“white” skin isn’t white. Its kind-of pink. Basically, “white” skin is translucent.
Translucent skin does a bad job of reflecting harmful UV rays.
As a side note, one of the most effective ways to protect yourself is to use zinc-oxide as a sun-block. Most people don’t because it looks ugly. It looks ugly because it is pure white.
Whiteness is good for reflecting *visible* light, but it’s the UV component of sunlight that causes damage.
Dark skin looks dark because it has more melanin, a dark pigment. Besides absorbing visible light, melanin also absorbs UV wavelength light well, protecting the tissues deeper than the surface melanin from being damaged.
Other answers here are lackluster.
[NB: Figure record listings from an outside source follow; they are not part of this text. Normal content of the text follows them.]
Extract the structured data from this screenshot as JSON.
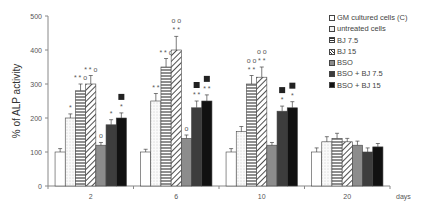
{
  "chart_data": {
    "type": "bar",
    "title": "",
    "xlabel": "days",
    "ylabel": "% of ALP activity",
    "ylim": [
      0,
      500
    ],
    "yticks": [
      0,
      100,
      200,
      300,
      400,
      500
    ],
    "grid": false,
    "legend_position": "right",
    "categories": [
      "2",
      "6",
      "10",
      "20"
    ],
    "series": [
      {
        "name": "GM cultured cells (C)",
        "fill": "#ffffff",
        "pattern": "none",
        "values": [
          100,
          100,
          100,
          100
        ],
        "errors": [
          10,
          8,
          10,
          12
        ],
        "annotations": [
          "",
          "",
          "",
          ""
        ]
      },
      {
        "name": "untreated cells",
        "fill": "#f2f2f2",
        "pattern": "dots",
        "values": [
          200,
          250,
          160,
          130
        ],
        "errors": [
          12,
          22,
          15,
          15
        ],
        "annotations": [
          "*",
          "* *",
          "",
          ""
        ]
      },
      {
        "name": "BJ 7.5",
        "fill": "#ffffff",
        "pattern": "hlines",
        "values": [
          280,
          350,
          300,
          140
        ],
        "errors": [
          20,
          25,
          25,
          15
        ],
        "annotations": [
          "* * o",
          "* * o",
          "o o|* *",
          ""
        ]
      },
      {
        "name": "BJ 15",
        "fill": "#ffffff",
        "pattern": "diag",
        "values": [
          300,
          400,
          320,
          130
        ],
        "errors": [
          25,
          40,
          30,
          10
        ],
        "annotations": [
          "* * o",
          "o o|* *",
          "o o|* *",
          ""
        ]
      },
      {
        "name": "BSO",
        "fill": "#8c8c8c",
        "pattern": "none",
        "values": [
          120,
          140,
          120,
          120
        ],
        "errors": [
          8,
          10,
          8,
          12
        ],
        "annotations": [
          "o",
          "o",
          "",
          ""
        ]
      },
      {
        "name": "BSO + BJ 7.5",
        "fill": "#3d3d3d",
        "pattern": "none",
        "values": [
          180,
          230,
          220,
          100
        ],
        "errors": [
          15,
          20,
          15,
          12
        ],
        "annotations": [
          "*",
          "■|* *",
          "■|*",
          ""
        ]
      },
      {
        "name": "BSO + BJ 15",
        "fill": "#111111",
        "pattern": "none",
        "values": [
          200,
          250,
          230,
          115
        ],
        "errors": [
          15,
          18,
          18,
          10
        ],
        "annotations": [
          "■|*",
          "■|* *",
          "■|*",
          ""
        ]
      }
    ]
  }
}
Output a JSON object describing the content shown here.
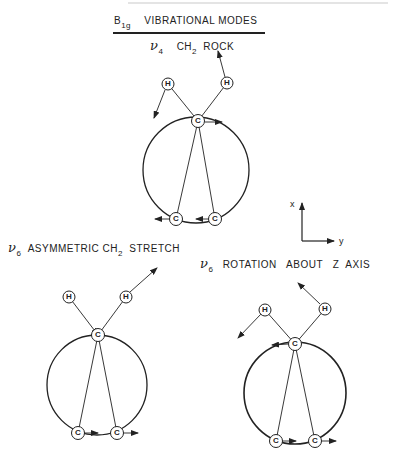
{
  "title": {
    "symbol": "B",
    "symbol_sub": "1g",
    "text": "VIBRATIONAL  MODES"
  },
  "modes": [
    {
      "nu": "ν",
      "nu_sub": "4",
      "label_a": "CH",
      "label_a_sub": "2",
      "label_b": "ROCK"
    },
    {
      "nu": "ν",
      "nu_sub": "6",
      "label_a": "ASYMMETRIC  CH",
      "label_a_sub": "2",
      "label_b": "STRETCH"
    },
    {
      "nu": "ν",
      "nu_sub": "6",
      "label_a": "ROTATION   ABOUT   Z  AXIS",
      "label_a_sub": "",
      "label_b": ""
    }
  ],
  "axes": {
    "x_label": "x",
    "y_label": "y"
  },
  "atoms": {
    "hydrogen": "H",
    "carbon": "C"
  },
  "colors": {
    "ink": "#222222",
    "background": "#ffffff"
  }
}
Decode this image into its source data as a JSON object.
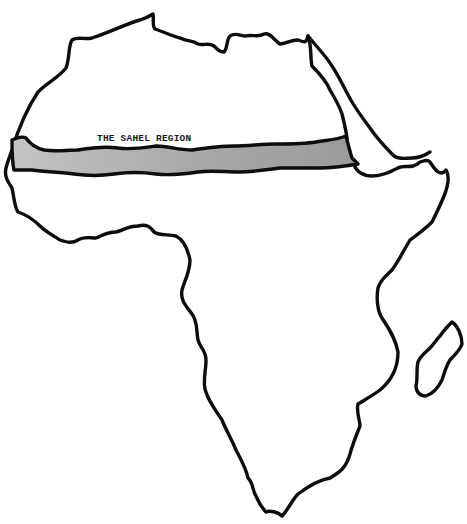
{
  "map": {
    "title": "THE SAHEL REGION",
    "subject": "Africa",
    "highlighted_region": {
      "name": "THE SAHEL REGION",
      "fill_color": "#a9a9a9",
      "outline_color": "#0d0d0d"
    },
    "features": [
      {
        "name": "africa-continent-outline",
        "type": "coastline"
      },
      {
        "name": "red-sea-outline",
        "type": "coastline"
      },
      {
        "name": "madagascar-outline",
        "type": "island"
      },
      {
        "name": "sahel-band",
        "type": "highlighted-region"
      }
    ],
    "colors": {
      "background": "#ffffff",
      "land": "#ffffff",
      "outline": "#0d0d0d",
      "sahel_fill": "#a9a9a9"
    }
  }
}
It’s not a question of physics; the statement you made is true if we were talking about a white nonorganic surface vs. a black nonorganic surface.
It’s a matter of biochemistry. 1. Sunburns are not due to heat, they’re due to radiation damaging cells of the epidermis. In fact, UV-A passes through windows, which will damage your skin without sunburning it (or you feeling hot). 2. Melanin’s UV-protective properties are not because of its color, but rather its molecular properties that allow it to dissipate UV radiation as heat. Chlorophyll in plants (green, not black) also isn’t bothered by UV radiation by other molecular means.